Ruptured plaque location
Hong et al. reported the location of culprit and secondary plaque ruptures in 392 patients, 231 with ACS and 161 with stable angina [71]. The distance between each coronary plaque rupture segment and the respective coronary ostium was measured with motorized IVUS transducer pullback. Overall, 83% of LAD plaque ruptures were predominantly located between 10 and 40 mm from the LAD ostium, LCX plaque ruptures were evenly distributed in the entire LCX tree, and 48% of RCA plaque ruptures were located between 10 and 40 mm from the RCA ostium and another 32% were located >70 mm from the ostium (Figure 5). Wang et al. reported the angiographic location of acute epicrdial thrombosis in 208 patients with STEMI [72]; occlusions tended to cluster within the proximal third of each of the vessels: LAD, LCX, and RCA. The difference between the angiographic study of Wang et al. and the IVUS study of Hong et al. was attributed to the paucity of sidebranches in the RCA leading to retrograde propagation of post-rupture thrombosis so that the site of acute angiographic occlusion in the RCA was often proximal to the more-distal site of plaque rupture.
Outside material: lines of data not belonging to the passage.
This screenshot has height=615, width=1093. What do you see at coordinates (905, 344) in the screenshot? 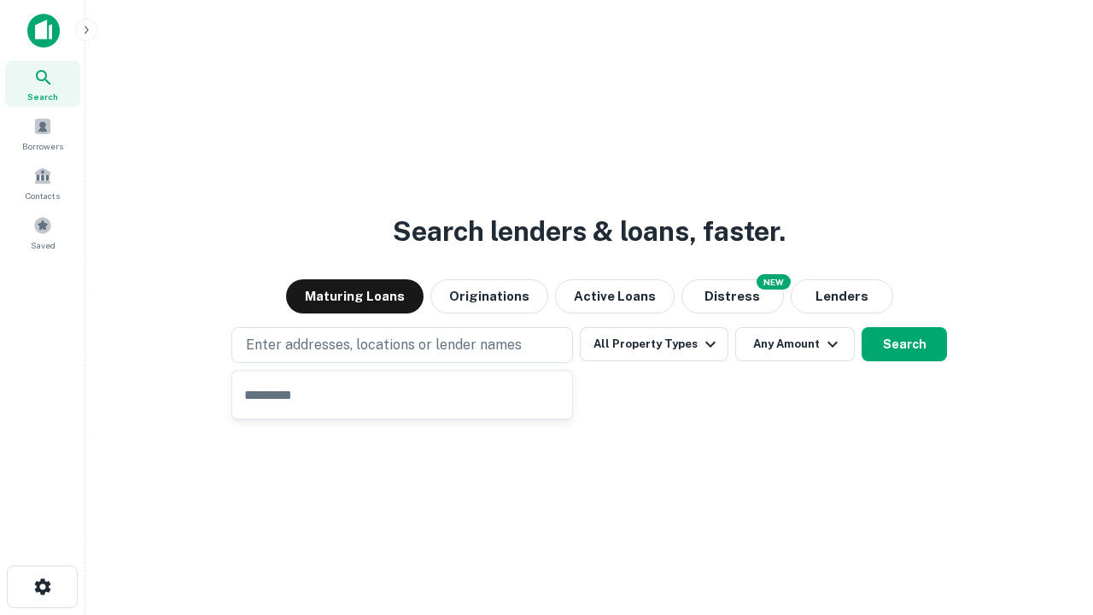
I see `button: Search` at bounding box center [905, 344].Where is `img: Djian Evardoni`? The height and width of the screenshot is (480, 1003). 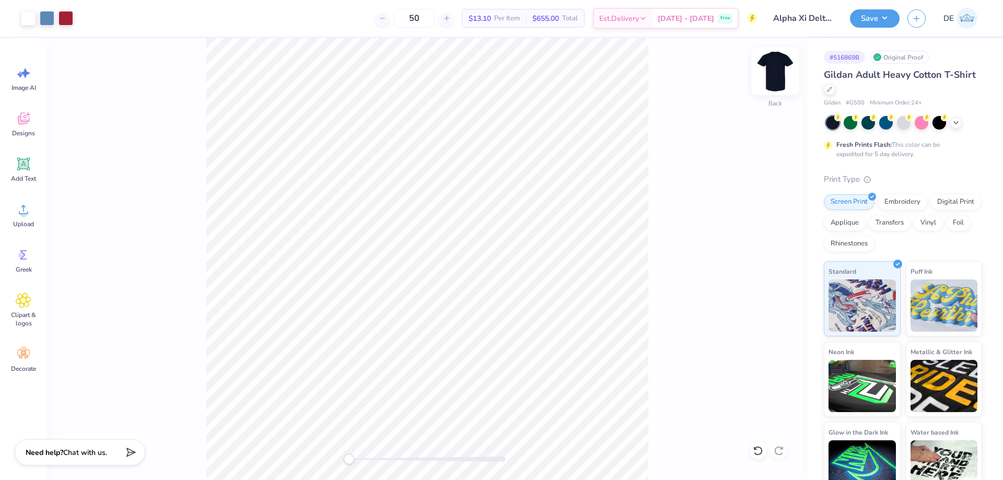 img: Djian Evardoni is located at coordinates (967, 18).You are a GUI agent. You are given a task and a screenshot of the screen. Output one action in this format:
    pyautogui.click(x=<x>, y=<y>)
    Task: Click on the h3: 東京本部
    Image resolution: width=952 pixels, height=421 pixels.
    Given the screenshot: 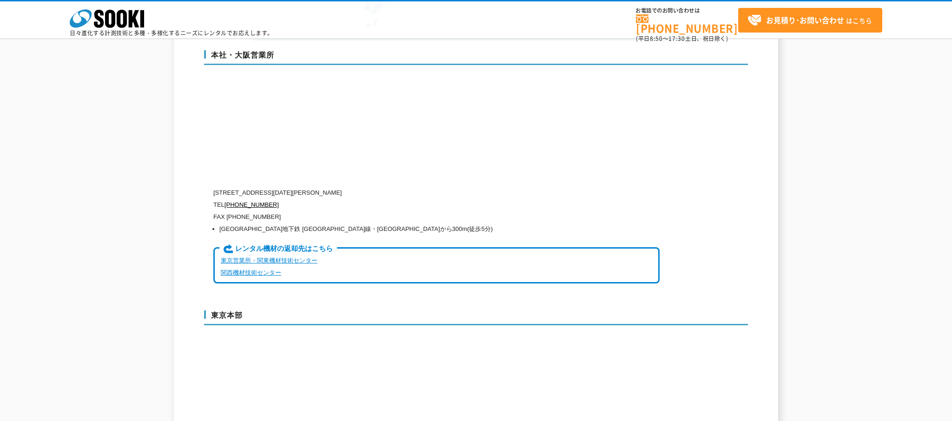 What is the action you would take?
    pyautogui.click(x=476, y=318)
     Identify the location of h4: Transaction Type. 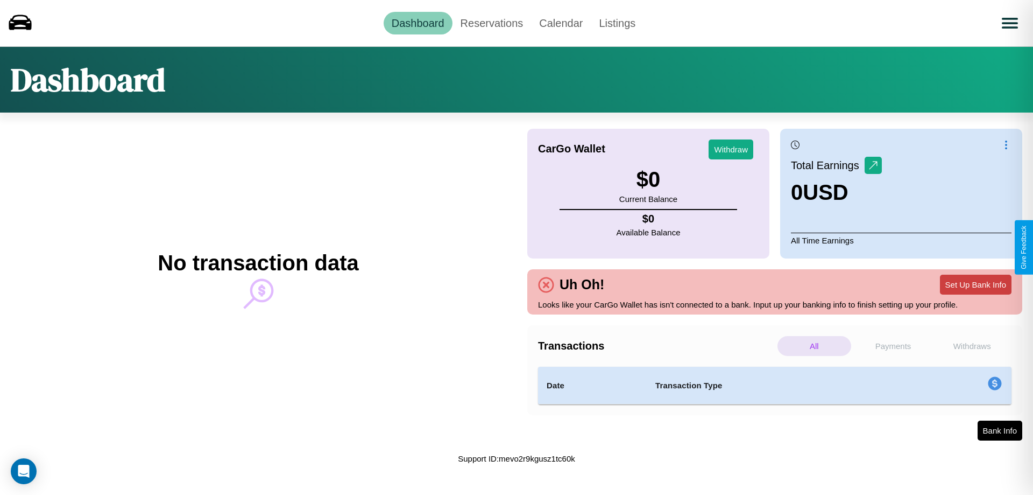
(778, 385). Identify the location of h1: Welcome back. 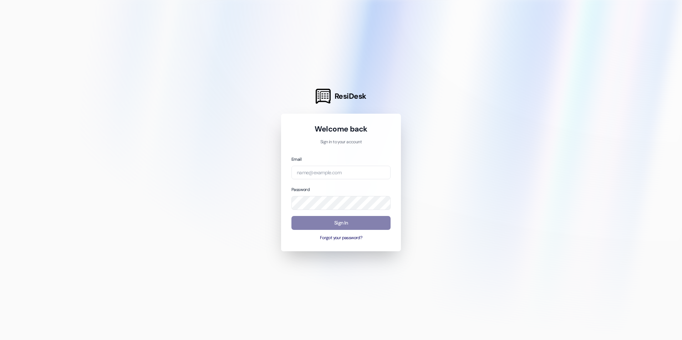
(341, 129).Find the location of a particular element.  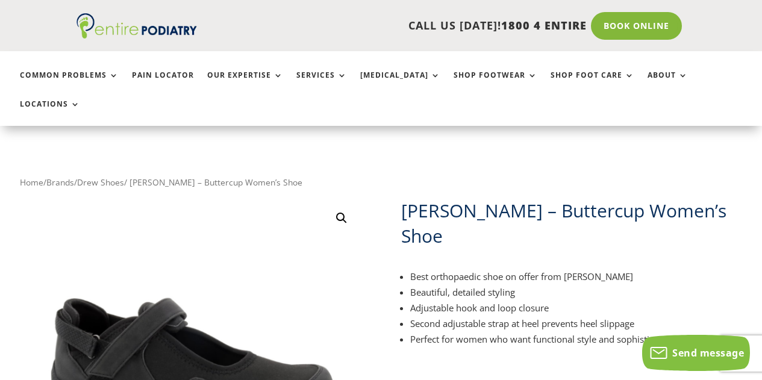

span: Send message is located at coordinates (708, 353).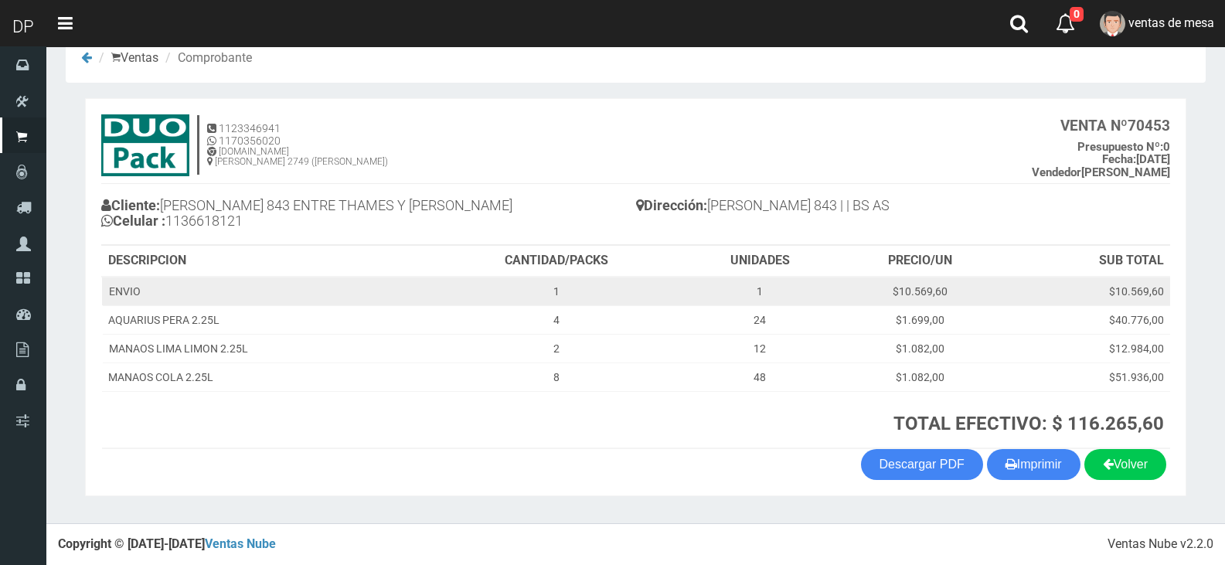 Image resolution: width=1225 pixels, height=565 pixels. I want to click on img: User Image, so click(1112, 23).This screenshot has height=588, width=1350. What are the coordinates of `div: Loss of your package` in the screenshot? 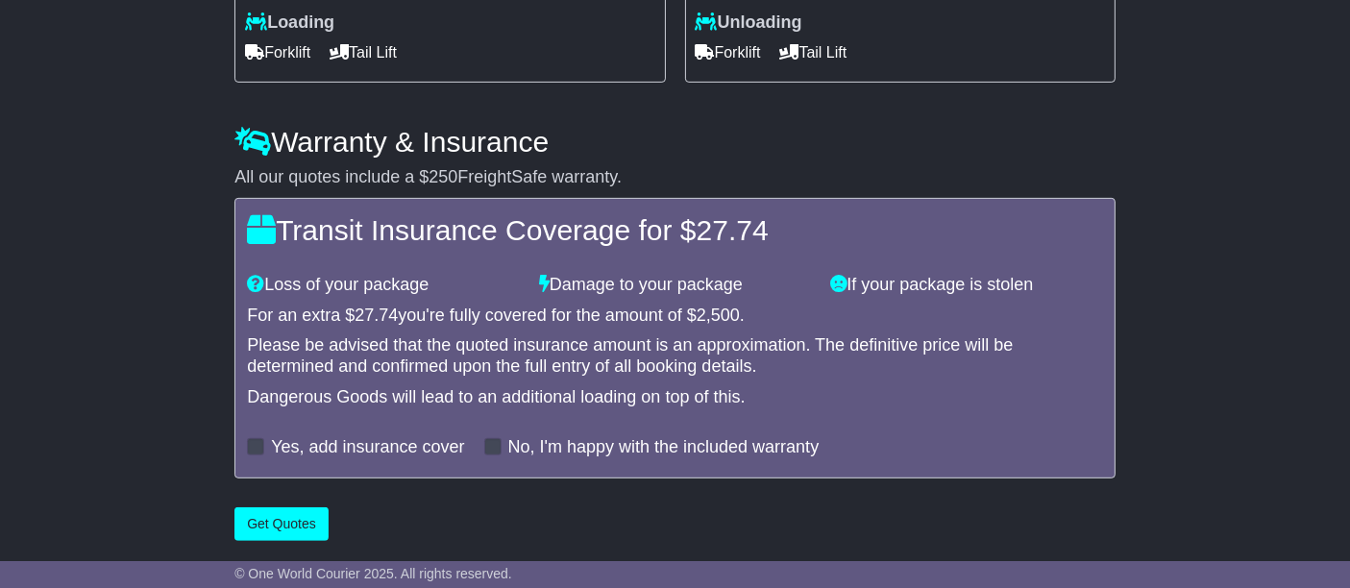 It's located at (383, 285).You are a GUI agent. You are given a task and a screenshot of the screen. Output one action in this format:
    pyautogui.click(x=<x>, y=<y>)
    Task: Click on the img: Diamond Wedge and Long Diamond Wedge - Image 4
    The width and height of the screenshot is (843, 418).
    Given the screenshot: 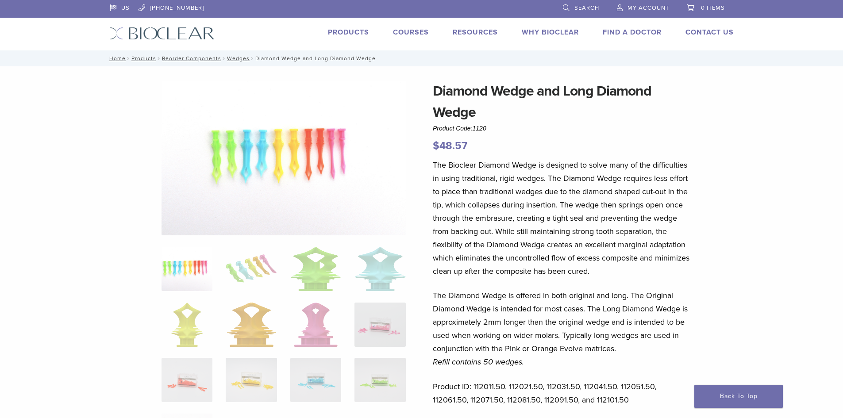 What is the action you would take?
    pyautogui.click(x=380, y=269)
     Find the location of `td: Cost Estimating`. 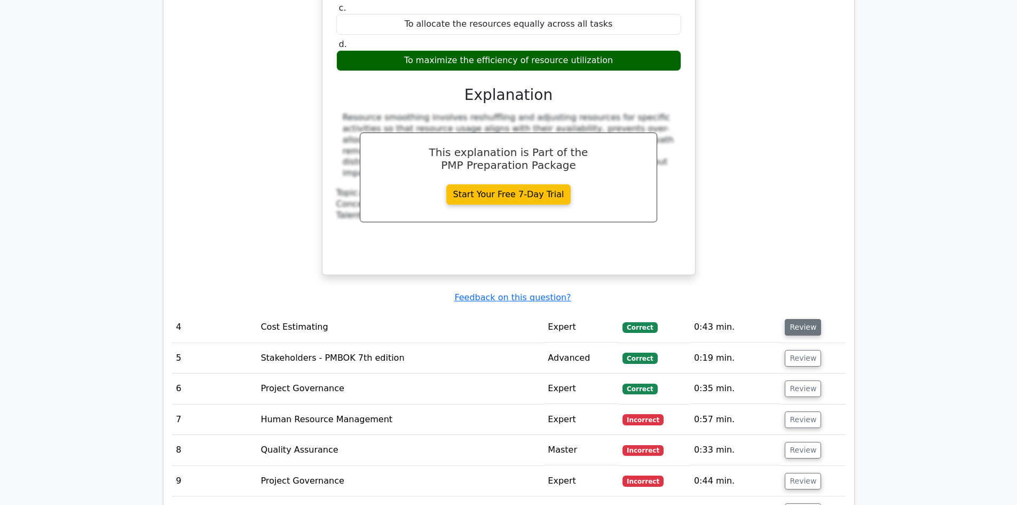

Predicting vulnerable plaques
As mentioned at the beginning of this review, only one study has attempted to use greyscale IVUS to predict plaque instability. Yamagishi et al. retrospectively examined 114 coronary sites in 106 patients without significant stenosis by angiography (< 50% diameter stenosis) [6]. During the follow-up period of 21.8 ±6.4 months, 12 patients had an acute coronary event at a previously examined coronary plaque. These pre-existing plaques were eccentric with a plaque burden of 67 ±9% and a lumen area of 6.7 ±3.0 mm2, and eight of them had a shallow hypoechoic area. While the many IVUS studies of unstable and/or ruptured plaques and patients with ACS have shown the consistent results summarized above, no one has reproduced these prospective observations.
Recent radiofrequency-based, IVUS-derived technologies such as palpography and virtual histology are being studied for their potential to predict individual lesion plaque rupture. The PROSPECT Trial enrolled 700 patients with an ACS event, and three-vessel IVUS imaging was performed after treatment of the culprit lesion in order to relate baseline imaging – angiography, IVUS, and the new radiofrequency-IVUS derived technologies of palpography and virtual histology – to late events in an attempt to predict patients and lesions at risk for subsequent ACS.